TV Review: Breaking Bad (2008-2013)

Original Run: January 20th, 2008 – September 29th, 2013
Created by: Vince Gilligan
Directed by: various
Written by: various
Music by: Dave Porter
Cast: Bryan Cranston, Anna Gunn, Aaron Paul, Dean Norris, Betsy Brandt, RJ Mitte, Bob Odenkirk, Giancarlo Esposito, Jonathan Banks, Laura Fraser, Jesse Plemons, Steven Michael Quezada, Charles Baker, Matt Jones, Krysten Ritter, Mark Margolis, Michael Bowen, Bill Burr, Raymond Cruz, Jere Burns, John de Lancie, Larry Hankin

High Bridge Entertainment, Gran Via Productions, Sony Pictures Television, AMC, 62 Episodes, 43-58 Minutes (per episode)

Review:

I came to the Breaking Bad party pretty late but after multiple seasons of people raving about it, I ended up binging through it all just before the last season premiered.

I also almost quit the show, as the beginning of the first season drags.
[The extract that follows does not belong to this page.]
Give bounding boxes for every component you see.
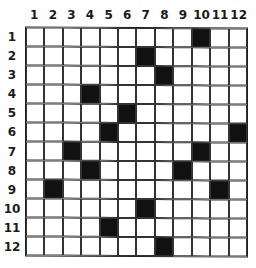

But once I got to the end of Season One, everything just sort of clicked and I was hooked. But even then, I thought that it would be good but that it would slowly lose steam, as all shows do and eventually, I wouldn’t care about it.

Breaking Bad did something that almost no other show has been capable of doing, though. It continued to improve and get better as it rolled on.

Just when you thought the show reached its peak, it’d throw a curveball or shock you in a way that television shows before this were never able to do. And most importantly, it either gave you satisfying resolutions to plot threads or it subverted expectations and actually gave you something better and surprising.

Frankly, I hate the “subvert their expectations” bullshit that creatives in Hollywood seem to be clinging onto because 99 percent of the time, it’s just an indicator that they’re out of ideas and their only solution is to take a big shit and go, “Ha! You fans didn’t see that coming! I’m a genius! Adore me!”

No. Breaking Bad subverts expectations and gives the viewer something better. And it didn’t just do this once or twice, it did it quite often and it was consistently really fucking good at it. More than anything, that’s what made this show so great.

Additionally, very extreme things happen on the show but it never jumps the shark or takes you out of reality. Everything feels real and plausible and it does a superb job in staying grounded and not taking a turn for the ridiculous, as many shows have done that started out really strong.

I’d have to say that the best thing about this, though, is the cast. Everyone, top to bottom, is perfection.

Almost every character in the show starts at one end of the spectrum and finds a way to make it to the opposite side. All of this happens slowly and naturally. Characters you like become ones you despise and ones you might not have liked become lovable. There are secondary characters that stay the same throughout but many of them are there to be measuring sticks, to show you how every main character evolves in their own way over five seasons.

I know that there has been a ton of hype about this show for years but it is one of the few that lived up to it and actually, in my opinion, exceeded it. Breaking Bad is as close to a perfect show that you can get for a crime drama with neo-western and neo-noir flavors.

Rating: 10/10
Pairs well with: other modern crime dramas but this is the best of the lot.